October 30, 2025
DHAKA – I have been taking public buses in Dhaka since 2016. Over the years, I have trained myself to move like I’m trespassing; handbag clutched to my chest, eyes lowered, spine tense, always calculating where to sit, where not to.
I have been groped, brushed against, stared down, whispered at. And like every woman I know, I learnt to absorb it.
But the recent video of a young woman being slapped and abused on a public bus tore through that learned endurance.
She was simply commuting on a regular day, wearing jeans and a shirt. A man made an obscene comment about her clothes. When she protested, he slapped her.
In full public view. In 2025, no one stopped him. No one said a word. People watched, filmed, and scrolled later.
That young woman hit back with a sandal, standing her ground, and represents millions who cannot. Women who shrink in their seats, who clench their fists in fear, who remain quiet because they know speaking up will only bring more insult, more scrutiny. Because in this country, when a man raises his hand, it is the woman who is blamed.
Commuting in Dhaka is a gamble with dignity. Most buses refuse to take women; not out of consideration, but out of pure economics. A woman takes up one seat. That space could hold five men, standing. After evening falls, the city turns even more brutal. Transport choices shrink. Rickshaw fares double. Ride-sharing becomes a risk and buses thin out. Many women spend a painful portion of their hard-earned salaries on private rides, not for comfort, but for survival.
And this is not an isolated outrage.
In May last year, at the Munshiganj river terminal, a man whipped two women with a belt. The crowd cheered, filmed, watched and did nothing. He later walked out on bail to a hero’s welcome, escorted by a motorcycle convoy.
On June 4, expelled Jamaat activist Akash Chowdhury, caught on camera kicking a woman in Chattogram, emerged from jail draped in flower garlands. In March, Mostafa Asif Arnob was similarly celebrated after securing bail for allegedly harassing a Dhaka University student over her attire.
Three viral videos. Three public humiliations. Three men rewarded for violence.
According to BRAC’s Safe Roads for Women report (2018), 94 percent of Bangladeshi women have faced harassment – verbal, physical, or otherwise– while using public transport. A 2022 survey by UNDP, NHRC, and CRI revealed 87 percent of women across 24 districts have been harassed at least once in their lives.
These are not just numbers. They are every woman who sits rigid on a bus and prays she makes it home with her body, her voice, her spirit intact.
The man who slapped that woman did so because he knew there would be no consequence. Because countless men before him have walked free. Because this country treats women’s safety as negotiable; something to be debated, not defended.
And yet, she fought back. She refused to cower. She raised her hand, a sandal against a slap, and in that defiance lay the fury of countless silences.
Her act was not just self-defence; it was protest. A reminder that every woman has the right to occupy space, to speak, to exist without fear.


> **Exercise instructions**
Without including the pictures, copy out every line below.

> **Records for this task**

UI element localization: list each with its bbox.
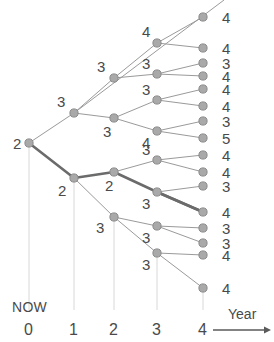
tree-edge xyxy=(157,253,203,288)
tree-node-value-label: 3 xyxy=(142,257,150,272)
tree-node[interactable] xyxy=(153,70,161,78)
tree-leaf-value-label: 4 xyxy=(222,205,230,220)
tree-node[interactable] xyxy=(153,188,161,196)
tree-node-value-label: 3 xyxy=(97,59,105,74)
tree-edge xyxy=(157,160,203,172)
axis-tick-label: 2 xyxy=(109,322,118,338)
tree-leaf-node[interactable] xyxy=(199,44,207,52)
tree-edge xyxy=(157,186,203,192)
tree-leaf-value-label: 3 xyxy=(222,179,230,194)
tree-edge-highlighted xyxy=(29,143,74,178)
tree-edges xyxy=(29,17,203,288)
tree-node-value-label: 2 xyxy=(13,136,21,151)
tree-node[interactable] xyxy=(110,168,118,176)
tree-node[interactable] xyxy=(153,96,161,104)
tree-node[interactable] xyxy=(153,127,161,135)
tree-edge xyxy=(157,226,203,243)
tree-leaf-value-label: 4 xyxy=(222,41,230,56)
tree-node-value-label: 3 xyxy=(142,56,150,71)
tree-leaf-node[interactable] xyxy=(199,208,207,216)
tree-leaf-node[interactable] xyxy=(199,59,207,67)
tree-edge xyxy=(114,118,157,131)
tree-leaf-value-label: 4 xyxy=(222,99,230,114)
tree-edge xyxy=(157,100,203,106)
tree-node[interactable] xyxy=(70,174,78,182)
tree-node-value-label: 2 xyxy=(58,183,66,198)
tree-leaf-node[interactable] xyxy=(199,284,207,292)
tree-edge-highlighted xyxy=(157,192,203,212)
tree-node-value-label: 3 xyxy=(142,196,150,211)
tree-edge xyxy=(157,131,203,138)
axis-arrow xyxy=(213,327,271,334)
tree-node[interactable] xyxy=(70,109,78,117)
tree-node-value-label: 3 xyxy=(57,94,65,109)
tree-leaf-node[interactable] xyxy=(199,117,207,125)
tree-node[interactable] xyxy=(153,156,161,164)
tree-edge xyxy=(157,74,203,76)
axis-tick-label: 4 xyxy=(198,322,207,338)
tree-node[interactable] xyxy=(153,249,161,257)
axis-title-year: Year xyxy=(228,307,256,321)
tree-leaf-value-label: 4 xyxy=(222,10,230,25)
tree-node-value-label: 2 xyxy=(105,178,113,193)
axis-now-label: NOW xyxy=(12,300,47,314)
tree-graphics xyxy=(0,0,274,342)
tree-leaf-value-label: 4 xyxy=(222,82,230,97)
tree-leaf-value-label: 5 xyxy=(222,131,230,146)
axis-tick-label: 1 xyxy=(69,322,78,338)
tree-leaf-value-label: 4 xyxy=(222,248,230,263)
tree-node[interactable] xyxy=(153,39,161,47)
tree-leaf-node[interactable] xyxy=(199,102,207,110)
tree-node-value-label: 3 xyxy=(103,124,111,139)
tree-leaf-node[interactable] xyxy=(199,13,207,21)
tree-edge xyxy=(157,121,203,131)
tree-leaf-node[interactable] xyxy=(199,168,207,176)
tree-node[interactable] xyxy=(25,139,33,147)
tree-leaf-node[interactable] xyxy=(199,239,207,247)
tree-edge xyxy=(157,155,203,160)
tree-edge xyxy=(74,113,114,118)
tree-edge xyxy=(114,217,157,226)
tree-edge xyxy=(74,78,114,113)
tree-leaf-value-label: 4 xyxy=(222,148,230,163)
tree-edge-highlighted xyxy=(114,172,157,192)
tree-leaf-node[interactable] xyxy=(199,85,207,93)
tree-leaf-node[interactable] xyxy=(199,251,207,259)
tree-node-value-label: 3 xyxy=(142,230,150,245)
tree-edge xyxy=(157,253,203,255)
tree-edge xyxy=(157,63,203,74)
scenario-tree-figure: 2323323433433334434443544343344 NOW Year… xyxy=(0,0,274,342)
tree-node[interactable] xyxy=(153,222,161,230)
tree-node[interactable] xyxy=(110,74,118,82)
year-axis-arrow-head xyxy=(264,327,271,334)
tree-leaf-node[interactable] xyxy=(199,151,207,159)
axis-tick-label: 0 xyxy=(24,322,33,338)
tree-edge xyxy=(157,226,203,228)
tree-node[interactable] xyxy=(110,213,118,221)
tree-leaf-value-label: 3 xyxy=(222,221,230,236)
axis-tick-label: 3 xyxy=(152,322,161,338)
tree-leaf-node[interactable] xyxy=(199,182,207,190)
tree-node-value-label: 3 xyxy=(142,82,150,97)
tree-edge xyxy=(114,100,157,118)
tree-edge xyxy=(29,113,74,143)
tree-node[interactable] xyxy=(110,114,118,122)
tree-node-value-label: 3 xyxy=(96,220,104,235)
tree-edge xyxy=(114,43,157,78)
tree-leaf-value-label: 3 xyxy=(222,114,230,129)
tree-leaf-node[interactable] xyxy=(199,72,207,80)
tree-leaf-node[interactable] xyxy=(199,224,207,232)
tree-leaf-node[interactable] xyxy=(199,134,207,142)
tree-edge xyxy=(157,89,203,100)
tree-node-value-label: 3 xyxy=(142,142,150,157)
tree-nodes xyxy=(25,13,207,292)
tree-edge xyxy=(114,160,157,172)
tree-leaf-value-label: 4 xyxy=(222,281,230,296)
tree-node-value-label: 4 xyxy=(142,24,150,39)
tree-edge xyxy=(114,217,157,253)
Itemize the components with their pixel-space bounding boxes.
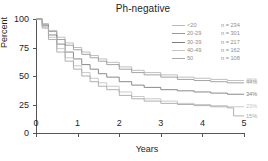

> **Response to this exercise**
UI element localization: list each with its bbox.
tree-edge xyxy=(157,253,203,288)
tree-node-value-label: 3 xyxy=(142,257,150,272)
tree-node[interactable] xyxy=(153,70,161,78)
tree-leaf-value-label: 4 xyxy=(222,205,230,220)
tree-node[interactable] xyxy=(153,188,161,196)
tree-node-value-label: 3 xyxy=(97,59,105,74)
tree-edge xyxy=(157,160,203,172)
axis-tick-label: 2 xyxy=(109,322,118,338)
tree-leaf-node[interactable] xyxy=(199,44,207,52)
tree-edge xyxy=(157,186,203,192)
tree-leaf-value-label: 3 xyxy=(222,179,230,194)
tree-edge-highlighted xyxy=(29,143,74,178)
tree-edges xyxy=(29,17,203,288)
tree-node-value-label: 2 xyxy=(13,136,21,151)
tree-node[interactable] xyxy=(110,168,118,176)
tree-node[interactable] xyxy=(153,96,161,104)
tree-node[interactable] xyxy=(153,127,161,135)
tree-edge xyxy=(157,226,203,243)
tree-leaf-value-label: 4 xyxy=(222,41,230,56)
tree-node-value-label: 3 xyxy=(142,56,150,71)
tree-leaf-node[interactable] xyxy=(199,208,207,216)
tree-leaf-node[interactable] xyxy=(199,59,207,67)
tree-edge xyxy=(114,118,157,131)
tree-leaf-value-label: 4 xyxy=(222,99,230,114)
tree-edge xyxy=(157,100,203,106)
tree-node[interactable] xyxy=(70,174,78,182)
tree-node-value-label: 2 xyxy=(58,183,66,198)
tree-leaf-node[interactable] xyxy=(199,284,207,292)
tree-edge-highlighted xyxy=(157,192,203,212)
tree-node-value-label: 3 xyxy=(142,196,150,211)
tree-edge xyxy=(157,131,203,138)
axis-arrow xyxy=(213,327,271,334)
tree-node[interactable] xyxy=(70,109,78,117)
tree-node-value-label: 3 xyxy=(57,94,65,109)
tree-leaf-node[interactable] xyxy=(199,117,207,125)
tree-node[interactable] xyxy=(153,156,161,164)
tree-edge xyxy=(157,74,203,76)
axis-tick-label: 4 xyxy=(198,322,207,338)
tree-node[interactable] xyxy=(153,249,161,257)
axis-title-year: Year xyxy=(228,307,256,321)
tree-leaf-value-label: 4 xyxy=(222,10,230,25)
tree-node-value-label: 2 xyxy=(105,178,113,193)
axis-now-label: NOW xyxy=(12,300,47,314)
tree-graphics xyxy=(0,0,274,342)
tree-leaf-value-label: 4 xyxy=(222,82,230,97)
tree-leaf-value-label: 5 xyxy=(222,131,230,146)
axis-tick-label: 1 xyxy=(69,322,78,338)
tree-leaf-value-label: 4 xyxy=(222,248,230,263)
tree-node[interactable] xyxy=(153,39,161,47)
tree-leaf-node[interactable] xyxy=(199,102,207,110)
tree-node-value-label: 3 xyxy=(103,124,111,139)
tree-leaf-node[interactable] xyxy=(199,13,207,21)
tree-edge xyxy=(157,121,203,131)
tree-leaf-node[interactable] xyxy=(199,168,207,176)
tree-node[interactable] xyxy=(25,139,33,147)
tree-leaf-node[interactable] xyxy=(199,239,207,247)
tree-edge xyxy=(157,155,203,160)
tree-edge xyxy=(74,113,114,118)
tree-edge xyxy=(114,217,157,226)
tree-edge xyxy=(74,78,114,113)
tree-leaf-value-label: 4 xyxy=(222,148,230,163)
tree-edge-highlighted xyxy=(114,172,157,192)
tree-leaf-node[interactable] xyxy=(199,85,207,93)
tree-leaf-node[interactable] xyxy=(199,251,207,259)
tree-node-value-label: 3 xyxy=(142,230,150,245)
tree-edge xyxy=(157,253,203,255)
tree-edge xyxy=(157,63,203,74)
scenario-tree-figure: 2323323433433334434443544343344 NOW Year… xyxy=(0,0,274,342)
tree-node[interactable] xyxy=(153,222,161,230)
tree-node[interactable] xyxy=(110,74,118,82)
year-axis-arrow-head xyxy=(264,327,271,334)
tree-leaf-node[interactable] xyxy=(199,151,207,159)
axis-tick-label: 0 xyxy=(24,322,33,338)
tree-edge xyxy=(157,226,203,228)
tree-node[interactable] xyxy=(110,213,118,221)
tree-leaf-value-label: 3 xyxy=(222,221,230,236)
axis-tick-label: 3 xyxy=(152,322,161,338)
tree-leaf-node[interactable] xyxy=(199,182,207,190)
tree-node-value-label: 3 xyxy=(142,82,150,97)
tree-edge xyxy=(114,100,157,118)
tree-edge xyxy=(29,113,74,143)
tree-node[interactable] xyxy=(110,114,118,122)
tree-node-value-label: 3 xyxy=(96,220,104,235)
tree-edge xyxy=(114,43,157,78)
tree-leaf-value-label: 3 xyxy=(222,114,230,129)
tree-leaf-node[interactable] xyxy=(199,72,207,80)
tree-leaf-node[interactable] xyxy=(199,224,207,232)
tree-leaf-node[interactable] xyxy=(199,134,207,142)
tree-edge xyxy=(157,89,203,100)
tree-node-value-label: 3 xyxy=(142,142,150,157)
tree-nodes xyxy=(25,13,207,292)
tree-edge xyxy=(114,160,157,172)
tree-leaf-value-label: 4 xyxy=(222,281,230,296)
tree-node-value-label: 4 xyxy=(142,24,150,39)
tree-edge xyxy=(114,217,157,253)
Itemize the components with their pixel-space bounding boxes.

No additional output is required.